July 16, 2010

Call for Recommended Reading

by James Bennett

Ok fellow scholars of Religion in the American West (RAWers?), here’s our chance to help shape the way that people understand our budding field of study. Quincy and I, as co-chairs of the AAR Religion in the American West Seminar, recently received this call. Rather than shouldering the burden of representing the field ourselves, we’d like to get your feedback on what titles we should submit:

Religious Studies News Online asks each Program Unit Chair to recommend two to five books which you consider influential, pivotal, seminal, or otherwise important publications in your field — publications that someone within the broad field of religion and theology might be interested in, even if the topic is outside of their area of specialization or concentration. This information will be included in a recommended list of reading under each Program Unit in a new section in the online Religious Studies News website.
So what should it be? What titles would you characterize as influential, pivotal, seminal, or otherwise important publications for the study of religion in the American West?
We look forward to your responses.

6 comments:

Joshua Paddison said...

I would nominate, in particular, Amy DeRogatis's Moral Geography: Maps, Missionaries, and the American Frontier and Laurie F. Maffly-Kipp's Religion and Society in Frontier California.

Hunter M. Hampton said...

I recommend Ferenc Szasz's "Protestant Clergy in the Great Plains and Mountain West, 1865-1915"

Brandi Denison said...

I second the nomination for _Religion and Society in Frontier California_. I would also suggest Peggy Pascoe's _Relations of Rescue: The Search for Female Moral Authority in the American West, 1874-1939_.

Tisa Wenger said...

This is a tough list to compile, since so few books explicitly theorize religion in the US west. I'd focus on those that help us think in new ways about region/place. Along with those already mentioned, Jared Farmer's _On Zion's Mount_ would be a good choice.

Brett Hendrickson said...

La Llorona's Children by Luis Leon is pretty good--provides some theoretical frameworks. I also like the chapters about John Muir and the
West in Albanese's Nature Religion in America.

Joshua Paddison said...

Let me add one more: Gregory Smoak's Ghost Dances and Identity: Prophetic Religion and American Indian Ethnogenesis in the Nineteenth Century.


*About this task*
Apart from the pictures, write out all the records exactly.

(Data extracted from a collection)
============

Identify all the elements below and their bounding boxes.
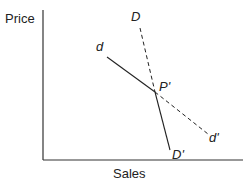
curve-d-end-label: d' xyxy=(209,131,219,144)
curve-D-end-label: D' xyxy=(172,148,184,161)
intersection-label: P' xyxy=(159,80,170,93)
curve-d-start-label: d xyxy=(96,40,103,53)
curve-D-start-label: D xyxy=(131,10,140,23)
curve-D-solid-segment xyxy=(155,92,170,150)
diagram-canvas xyxy=(0,0,251,183)
x-axis-label: Sales xyxy=(113,167,146,180)
y-axis-label: Price xyxy=(5,12,35,25)
curve-d-dashed-segment xyxy=(155,92,208,134)
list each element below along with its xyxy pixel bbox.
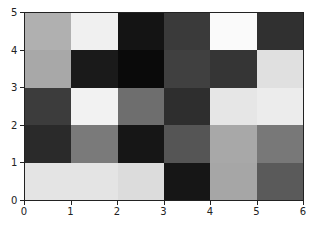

============

*Exercise response*
Identify all the elements below and their bounding boxes.
curve-d-end-label: d' xyxy=(209,131,219,144)
curve-D-end-label: D' xyxy=(172,148,184,161)
intersection-label: P' xyxy=(159,80,170,93)
curve-d-start-label: d xyxy=(96,40,103,53)
curve-D-start-label: D xyxy=(131,10,140,23)
curve-D-solid-segment xyxy=(155,92,170,150)
diagram-canvas xyxy=(0,0,251,183)
x-axis-label: Sales xyxy=(113,167,146,180)
y-axis-label: Price xyxy=(5,12,35,25)
curve-d-dashed-segment xyxy=(155,92,208,134)
list each element below along with its xyxy pixel bbox.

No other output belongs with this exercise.